ARTIST | EDUCATOR | LEADER
INSTALLATION & PUBLIC WORKS
These installations and commissions designed for public space hold deeply researched, complex, visual narratives. They tell layered stories unbound by linear time: stories that weave together past, present, and future. The dominant shapes—tree foliage, plants, clouds, birds—coupled with cast light and shadow, suggest a dynamic and generous world. Where possible, I use an immersive scale so that viewers can physically and metaphorically locate themselves inside the work. In all instances pictured here, Mesoamerican history, forms, belief systems, materials, and/or literature serve as a primary source for my research and a vital inspiration for the work as a whole.
WORKS ON PAPER
Alongside the gathering of words and images, drawing will forever be at the heart of my studio practice. I use it as a question-based assembly, a tool for thinking and for the collecting and assembly of thoughts. It is both inquiry and imagination. A conjuring. Many of my drawings are in sketchbooks, journals, and scraps of paper. Others become short series in and of themselves. In 2015/16, I started drawing on amate, the sacred and ritualistic bark paper from Mexico upon which ancient codices were written. Produced from a species of ficus, amate carries secrets in its DNA, reminding me to be gentle and to treat the skin-like paper as kin. Amate is a physical and conceptual ground where I bring ancestral history into dialogue with the present.
CUT PAPER
Papel picado is a traditional, Mexican decorative craft made by cutting elaborate designs into sheets of tissue paper. There is humility, simplicity, and delight in papel picado. It forever reminds me of my mother, who loved the folkloric México-mágico of her childhood and subsequently shared this love with my sister and me. In this body of work, I innovate on papel picado to depict immersive, fantastical landscapes.
PAINTINGS
My training was as a painter in the tradition of Western European oil painting. We studied Cézanne as the father of modern painting as much as we studied his French and Italian forebears. My work synthesizes formal attributes of this tradition—carefully modeled figures painted from life, or, say, deep pictorial space—with the folkloric colors, patterns, spaces, and bodies of my lived experience. I use painting to summon a lush and generous world of female power.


PROBLEM STATEMENT
Extract each line from the entries below that has the string "Tuscan" in it.

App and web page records

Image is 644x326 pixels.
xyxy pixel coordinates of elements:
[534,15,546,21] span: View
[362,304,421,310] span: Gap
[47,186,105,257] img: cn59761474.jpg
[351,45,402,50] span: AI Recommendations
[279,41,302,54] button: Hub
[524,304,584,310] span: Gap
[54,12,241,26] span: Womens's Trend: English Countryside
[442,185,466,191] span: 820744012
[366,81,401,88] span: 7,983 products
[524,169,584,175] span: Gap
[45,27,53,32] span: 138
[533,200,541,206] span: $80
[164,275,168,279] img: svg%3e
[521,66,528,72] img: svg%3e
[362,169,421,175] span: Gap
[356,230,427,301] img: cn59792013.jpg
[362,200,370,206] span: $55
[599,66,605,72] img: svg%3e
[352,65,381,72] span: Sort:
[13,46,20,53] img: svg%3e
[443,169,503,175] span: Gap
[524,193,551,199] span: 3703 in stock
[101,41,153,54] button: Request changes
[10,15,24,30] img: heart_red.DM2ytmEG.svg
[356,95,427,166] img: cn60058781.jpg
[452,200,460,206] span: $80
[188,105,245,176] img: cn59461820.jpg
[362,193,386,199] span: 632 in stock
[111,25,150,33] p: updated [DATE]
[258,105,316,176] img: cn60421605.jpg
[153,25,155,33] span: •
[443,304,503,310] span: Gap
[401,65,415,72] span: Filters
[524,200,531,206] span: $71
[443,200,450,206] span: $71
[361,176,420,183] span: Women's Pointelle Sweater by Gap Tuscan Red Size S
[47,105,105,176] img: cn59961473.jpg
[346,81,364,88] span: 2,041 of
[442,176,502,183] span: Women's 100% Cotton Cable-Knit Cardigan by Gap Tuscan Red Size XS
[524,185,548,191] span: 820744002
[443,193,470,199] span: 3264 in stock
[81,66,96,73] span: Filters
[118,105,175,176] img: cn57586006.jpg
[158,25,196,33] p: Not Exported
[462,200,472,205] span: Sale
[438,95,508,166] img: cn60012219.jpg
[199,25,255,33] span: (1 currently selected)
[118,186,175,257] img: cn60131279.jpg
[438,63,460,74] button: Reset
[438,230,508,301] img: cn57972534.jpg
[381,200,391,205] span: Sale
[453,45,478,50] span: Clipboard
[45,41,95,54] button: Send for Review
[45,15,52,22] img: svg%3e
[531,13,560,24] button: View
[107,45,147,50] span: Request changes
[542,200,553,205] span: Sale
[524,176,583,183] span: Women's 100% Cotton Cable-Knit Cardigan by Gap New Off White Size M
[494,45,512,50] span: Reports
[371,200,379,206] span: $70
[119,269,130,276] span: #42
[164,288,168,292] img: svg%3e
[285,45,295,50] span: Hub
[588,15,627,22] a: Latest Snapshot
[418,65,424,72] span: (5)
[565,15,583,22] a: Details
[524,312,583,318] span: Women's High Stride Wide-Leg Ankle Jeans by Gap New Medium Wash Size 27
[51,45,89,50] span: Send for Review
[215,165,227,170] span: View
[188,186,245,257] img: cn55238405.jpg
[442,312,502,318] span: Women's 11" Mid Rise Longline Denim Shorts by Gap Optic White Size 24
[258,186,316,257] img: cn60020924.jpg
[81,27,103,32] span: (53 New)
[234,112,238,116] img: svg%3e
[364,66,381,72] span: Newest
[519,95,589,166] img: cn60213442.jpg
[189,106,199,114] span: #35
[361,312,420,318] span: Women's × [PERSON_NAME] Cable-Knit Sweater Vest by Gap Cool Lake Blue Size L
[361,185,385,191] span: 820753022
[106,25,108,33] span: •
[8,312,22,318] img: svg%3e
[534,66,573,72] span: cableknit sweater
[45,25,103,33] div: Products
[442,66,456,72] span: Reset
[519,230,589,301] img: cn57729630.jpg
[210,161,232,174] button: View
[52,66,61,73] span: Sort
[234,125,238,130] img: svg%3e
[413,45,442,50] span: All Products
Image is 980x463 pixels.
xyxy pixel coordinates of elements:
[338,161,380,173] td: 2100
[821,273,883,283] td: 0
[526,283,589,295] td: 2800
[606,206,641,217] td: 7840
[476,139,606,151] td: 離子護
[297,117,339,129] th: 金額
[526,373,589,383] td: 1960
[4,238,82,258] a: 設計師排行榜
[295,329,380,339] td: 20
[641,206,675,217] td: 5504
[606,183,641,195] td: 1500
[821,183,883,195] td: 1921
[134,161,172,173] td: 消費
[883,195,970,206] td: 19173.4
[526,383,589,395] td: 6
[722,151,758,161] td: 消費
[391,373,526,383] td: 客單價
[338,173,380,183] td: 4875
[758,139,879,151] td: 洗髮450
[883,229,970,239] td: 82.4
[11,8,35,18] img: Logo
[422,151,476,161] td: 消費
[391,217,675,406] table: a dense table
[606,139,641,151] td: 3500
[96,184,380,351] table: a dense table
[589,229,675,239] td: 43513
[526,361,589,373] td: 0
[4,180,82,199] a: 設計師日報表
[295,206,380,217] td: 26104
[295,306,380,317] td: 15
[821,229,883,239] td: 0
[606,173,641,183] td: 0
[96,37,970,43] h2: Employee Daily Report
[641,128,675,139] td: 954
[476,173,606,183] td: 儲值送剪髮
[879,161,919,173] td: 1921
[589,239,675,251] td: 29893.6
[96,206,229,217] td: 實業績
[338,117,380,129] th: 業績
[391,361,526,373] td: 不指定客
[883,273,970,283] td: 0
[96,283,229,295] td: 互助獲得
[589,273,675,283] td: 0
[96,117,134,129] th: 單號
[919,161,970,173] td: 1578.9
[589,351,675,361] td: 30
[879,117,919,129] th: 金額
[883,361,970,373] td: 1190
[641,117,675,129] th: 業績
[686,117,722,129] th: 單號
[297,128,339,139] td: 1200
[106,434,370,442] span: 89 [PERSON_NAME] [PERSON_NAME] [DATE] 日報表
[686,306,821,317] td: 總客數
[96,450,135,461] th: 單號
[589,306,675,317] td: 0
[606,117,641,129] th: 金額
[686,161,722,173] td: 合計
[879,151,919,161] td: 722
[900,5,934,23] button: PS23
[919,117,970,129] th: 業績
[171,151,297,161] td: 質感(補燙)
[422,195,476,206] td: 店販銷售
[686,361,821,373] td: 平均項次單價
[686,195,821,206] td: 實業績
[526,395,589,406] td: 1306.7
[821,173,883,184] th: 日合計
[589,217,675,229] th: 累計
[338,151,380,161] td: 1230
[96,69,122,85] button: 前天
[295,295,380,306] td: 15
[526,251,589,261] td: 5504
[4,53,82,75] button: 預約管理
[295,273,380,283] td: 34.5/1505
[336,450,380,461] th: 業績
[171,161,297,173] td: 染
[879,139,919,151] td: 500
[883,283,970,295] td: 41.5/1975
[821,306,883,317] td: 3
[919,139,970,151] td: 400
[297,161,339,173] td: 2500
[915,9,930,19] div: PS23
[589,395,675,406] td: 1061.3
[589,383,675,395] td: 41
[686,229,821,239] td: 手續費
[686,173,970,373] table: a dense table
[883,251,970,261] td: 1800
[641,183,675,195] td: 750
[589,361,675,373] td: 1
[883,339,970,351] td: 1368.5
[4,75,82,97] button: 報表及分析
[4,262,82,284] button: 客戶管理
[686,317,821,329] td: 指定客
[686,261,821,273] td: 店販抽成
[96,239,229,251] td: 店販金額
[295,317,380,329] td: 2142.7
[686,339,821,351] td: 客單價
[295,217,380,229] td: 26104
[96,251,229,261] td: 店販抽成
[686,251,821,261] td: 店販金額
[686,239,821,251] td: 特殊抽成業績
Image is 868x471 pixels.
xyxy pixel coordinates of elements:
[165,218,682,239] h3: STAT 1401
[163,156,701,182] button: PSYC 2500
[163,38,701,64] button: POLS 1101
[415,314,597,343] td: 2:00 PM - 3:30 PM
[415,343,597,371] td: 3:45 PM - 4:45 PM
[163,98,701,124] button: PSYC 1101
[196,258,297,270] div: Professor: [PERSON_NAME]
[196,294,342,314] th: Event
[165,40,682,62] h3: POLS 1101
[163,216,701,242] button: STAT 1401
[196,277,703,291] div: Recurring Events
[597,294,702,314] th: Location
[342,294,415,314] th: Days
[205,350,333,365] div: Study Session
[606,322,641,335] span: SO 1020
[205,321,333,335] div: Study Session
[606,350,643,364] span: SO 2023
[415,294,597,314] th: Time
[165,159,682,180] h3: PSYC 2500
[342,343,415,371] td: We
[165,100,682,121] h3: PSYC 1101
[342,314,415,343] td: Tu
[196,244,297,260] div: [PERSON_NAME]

EXPECTED ANSWER
[361,176,420,183] span: Women's Pointelle Sweater by Gap Tuscan Red Size S
[442,176,502,183] span: Women's 100% Cotton Cable-Knit Cardigan by Gap Tuscan Red Size XS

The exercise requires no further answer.